Handling Negative Feedback
A few tips on how to handle negative feedback well rather than poorly
We all have experienced receiving negative feedback, and if we are honest there are times when we have not handled well. We may know what to do, but in the moment of the feedback being given to us our amygdala brain hijacks us – this is the part of the brain responsible for detecting danger and our survival reactions, normally “fight or flight”. One consequence of this is that it overrides our executive thinking, shutting down our ability to think clearly and heightening our emotional response. This is often why we handle negative feedback so poorly. But there is way to overcome this.
Take a Break, Make a Choice
When you receive negative feedback you have a choice. You can listen and learn from it, or you can let your amygdala control and become defensive and shut down. While you cannot choose what happens to you, you can always choose how you respond. You can do this very quickly. Just knowing that you can make this choice is often enough to stop you going into a defensive mode automatically.
Three Actions to Take
Once you have decided to adopt an open response here are three things you can do to ensure that you maintain an open approach, and avoid being hijacked. These include: listen carefully, don’t get defensive, ask for time and respond.
1. Listen carefully. You not only need to listen carefully, but to know what to listen for. In doing this you need to be silent, you can’t listen if you are talking. Certainly you want to understand the feedback, but just as importantly if not more so, you need to listen for:
- Fact or opinion? – is what being said fact or opinion? Distinguishing between the two makes it easier for you to respond appropriately. It is a fact that you were late with a report, but the way you chaired a meeting was poor is an opinion.
- Is the feedback accurate? You need to distinguish between what was said and how it was said. Often people take umbrage not at the content of what was said, but how it was delivered. This is a case of “It wasn’t what she said, it was the way she said it.” OK, the way she said it was harsh and callous and insensitive. But is she right? Even though negative feedback may be badly delivered, it may be accurate.
- What’s the intent or motive of the person in giving you this feedback? If you know the individual is trustworthy and reliable you will pay close attention to it. If they are ego-driven or a drama-queen they you should still listen, but consider the source when doing so.
2. Don’t get defensive. Easier said than done, but if you become defensive several things happen which will work against you. Firstly, you stop listening properly and this means you lack a proper understanding of what is being said. Secondly, you look to make the other person the problem and you listen not to understand what’s being said, but to spot distortions or inaccuracies or faulty conclusions so you can refute their feedback. Thirdly, there may be some useful information which is being shared but is poorly expressed, being defensive you fail to hear this or recognize it.
The key is to listen to the other person without planning our reply. Simply nodding until the other person has completely finished will make sure that your counterpart has said everything intended. As Steven Covey said, “Seek first to understand before being understood”. To do this ask questions, this reduces any appearance of defensiveness and helps you glean further insights whilst clarifying your understanding of them and what they are saying.
3. Ask for a time. Unless the negative feedback concerns something that is right-on-the-spot fixable, it’s good to ask for time to consider what you have been told. This helps to defuse the situation, show the other person that you consider their feedback important to warrant the time to consider, and it lets you consider the accuracy and validity of what you’ve been told, perhaps testing its validity with others.
4. Respond. Once you have assessed the feedback, calmly and objectively, you need to share your understanding of it with the other person. You also may need to apologize if necessary, clarify as may be required, or refute in a calm, logical manner backed up with suitable evidence.
So what can we learn from this? Although we describe the feedback here as “negative” it is only that if we give it that label. If we label it as “positive” – for exactly the same feedback – we provide ourselves with more options and constructive ways of dealing. Feedback is about the information and insights, it is not about you so don’t take it personally, take it professionally.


## EXERCISE AIM
Please retype the entries exactly as they stand, leaving out any pictures.

## SUPPLIED ENTRIES
------------------------
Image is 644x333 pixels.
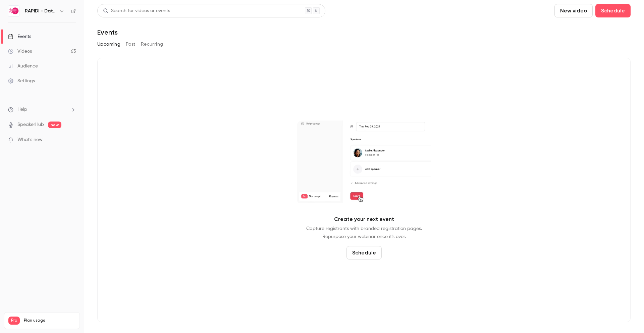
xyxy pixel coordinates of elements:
[126,39,135,50] button: Past
[68,137,76,143] iframe: Noticeable Trigger
[97,39,121,50] button: Upcoming
[306,224,422,241] p: Capture registrants with branded registration pages. Repurpose your webinar once it's over.
[141,39,164,50] button: Recurring
[8,6,19,16] img: RAPIDI - Data Integration Solutions
[334,215,394,223] p: Create your next event
[347,246,382,259] button: Schedule
[8,63,38,69] div: Audience
[555,4,593,17] button: New video
[24,318,76,323] span: Plan usage
[25,8,57,14] h6: RAPIDI - Data Integration Solutions
[17,136,43,143] span: What's new
[48,121,61,128] span: new
[103,7,170,14] div: Search for videos or events
[8,317,20,325] span: Pro
[8,106,76,113] li: help-dropdown-opener
[8,33,31,40] div: Events
[17,121,44,128] a: SpeakerHub
[17,106,27,113] span: Help
[8,77,35,84] div: Settings
[8,48,32,55] div: Videos
[595,4,631,17] button: Schedule
[97,28,118,36] h1: Events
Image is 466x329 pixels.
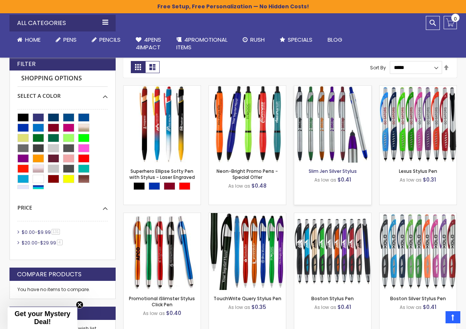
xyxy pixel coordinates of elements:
------------------------
## ANSWER TO THE PROBLEM
Image is 644x333 pixels.
xyxy pixel coordinates of elements:
[126,39,135,50] button: Past
[68,137,76,143] iframe: Noticeable Trigger
[97,39,121,50] button: Upcoming
[306,224,422,241] p: Capture registrants with branded registration pages. Repurpose your webinar once it's over.
[141,39,164,50] button: Recurring
[8,6,19,16] img: RAPIDI - Data Integration Solutions
[334,215,394,223] p: Create your next event
[347,246,382,259] button: Schedule
[8,63,38,69] div: Audience
[555,4,593,17] button: New video
[24,318,76,323] span: Plan usage
[25,8,57,14] h6: RAPIDI - Data Integration Solutions
[17,136,43,143] span: What's new
[48,121,61,128] span: new
[103,7,170,14] div: Search for videos or events
[8,317,20,325] span: Pro
[8,106,76,113] li: help-dropdown-opener
[8,33,31,40] div: Events
[17,121,44,128] a: SpeakerHub
[17,106,27,113] span: Help
[8,77,35,84] div: Settings
[8,48,32,55] div: Videos
[595,4,631,17] button: Schedule
[97,28,118,36] h1: Events
Image is 466x329 pixels.
xyxy pixel coordinates of elements:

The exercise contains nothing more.